Hi,
I'm trying to build an active/active virtualization cluster using a Ceph
RBD as backing for each libvirt-managed LXC. I know live migration for LXC
isn't yet possible, but I'd like to build my infrastructure as if it were.
That is, I would like to be sure proper locking is in place for live
migrations to someday take place. In other words, I'm building things as
if I were using KVM and live migration via libvirt.
I've been looking at corosync, pacemaker, virtlock, sanlock, gfs2, ocfs2,
glusterfs, cephfs, ceph RBD and other solutions. I admit that I'm quite
confused. If oVirt, with its embedded GlusterFS and its planned
self-hosted engine option, supported LXC, I'd use that. However the stars
have not yet aligned for that.
It seems that the most elegant and scalable approach may be to utilize
Ceph's RBD with its native locking mechanism plus corosync and pacemaker
for fencing, for a number of reasons out of scope for this email.
*My question now is in regards to proper locking. Please see the following
links. The libvirt hook looks good, but is there any expectation that this
arrangement will become a patch to libvirt itself, as is suggested by the
second link?*
http://www.wogri.at/en/linux/ceph-libvirt-locking/
http://lists.ceph.com/pipermail/ceph-users-ceph.com/2013-August/003887.html
Can anyone guide me on how to theoretically build a very "lock" safe 5-node
active-active KVM cluster atop Ceph RBD? Must I use sanlock with its NFS
or GFS2 with its performance bottlenecks? Does your answer work for LXC
(sans the current state of live migration)?
The "proper" way would likely be to add a new libvirt lock manager
plugin that uses ceph's locking, or perhaps extend virtlockd to
be able to acquire locks on ceph.
The hook scripts aren't called in the right places to be able todo
safe locking in all scenarios where you need it, in particular I
don't think it'll cope with migration correctly.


• [TASK TO CARRY OUT]: Every line of the listing below should be written out exactly, minus its pictures.

===============

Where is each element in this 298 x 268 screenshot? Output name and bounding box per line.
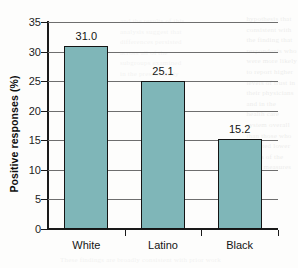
y-axis-tick (41, 22, 48, 23)
y-axis-tick-label: 0 (11, 223, 41, 235)
bar (141, 81, 185, 229)
bar (64, 46, 108, 229)
x-axis-category-label: Black (226, 239, 253, 251)
bar-chart: Positive responses (%) 05101520253035 31… (0, 0, 298, 268)
x-axis-category-label: White (72, 239, 100, 251)
y-axis-tick-label: 35 (11, 16, 41, 28)
y-axis-tick-labels: 05101520253035 (8, 0, 41, 268)
gridline (48, 22, 278, 23)
y-axis-tick (41, 52, 48, 53)
y-axis-tick (41, 81, 48, 82)
bar-value-label: 31.0 (76, 30, 97, 42)
x-axis-tick (201, 230, 202, 236)
x-axis-tick (125, 230, 126, 236)
bar-value-label: 25.1 (152, 65, 173, 77)
bar (218, 139, 262, 229)
bar-value-label: 15.2 (229, 123, 250, 135)
y-axis-tick (41, 229, 48, 230)
y-axis-tick-label: 15 (11, 134, 41, 146)
y-axis-tick-label: 30 (11, 46, 41, 58)
y-axis-tick (41, 199, 48, 200)
y-axis-tick-label: 20 (11, 105, 41, 117)
y-axis-tick (41, 170, 48, 171)
y-axis-tick (41, 111, 48, 112)
y-axis-tick-label: 10 (11, 164, 41, 176)
y-axis-tick (41, 140, 48, 141)
x-axis-category-label: Latino (148, 239, 178, 251)
y-axis-tick-label: 5 (11, 193, 41, 205)
y-axis-tick-label: 25 (11, 75, 41, 87)
x-axis-tick (278, 230, 279, 236)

===============

• [REPLY TO THE TASK]:
Where is each element in this 298 x 268 screenshot? Output name and bounding box per line.
y-axis-tick (41, 22, 48, 23)
y-axis-tick-label: 0 (11, 223, 41, 235)
bar (141, 81, 185, 229)
bar (64, 46, 108, 229)
x-axis-category-label: Black (226, 239, 253, 251)
bar-chart: Positive responses (%) 05101520253035 31… (0, 0, 298, 268)
x-axis-category-label: White (72, 239, 100, 251)
y-axis-tick-label: 35 (11, 16, 41, 28)
y-axis-tick-labels: 05101520253035 (8, 0, 41, 268)
gridline (48, 22, 278, 23)
y-axis-tick (41, 52, 48, 53)
y-axis-tick (41, 81, 48, 82)
bar-value-label: 31.0 (76, 30, 97, 42)
x-axis-tick (201, 230, 202, 236)
x-axis-tick (125, 230, 126, 236)
bar-value-label: 25.1 (152, 65, 173, 77)
bar (218, 139, 262, 229)
bar-value-label: 15.2 (229, 123, 250, 135)
y-axis-tick (41, 229, 48, 230)
y-axis-tick-label: 15 (11, 134, 41, 146)
y-axis-tick-label: 30 (11, 46, 41, 58)
y-axis-tick (41, 199, 48, 200)
y-axis-tick-label: 20 (11, 105, 41, 117)
y-axis-tick (41, 170, 48, 171)
y-axis-tick (41, 111, 48, 112)
y-axis-tick-label: 10 (11, 164, 41, 176)
y-axis-tick (41, 140, 48, 141)
x-axis-category-label: Latino (148, 239, 178, 251)
y-axis-tick-label: 5 (11, 193, 41, 205)
y-axis-tick-label: 25 (11, 75, 41, 87)
x-axis-tick (278, 230, 279, 236)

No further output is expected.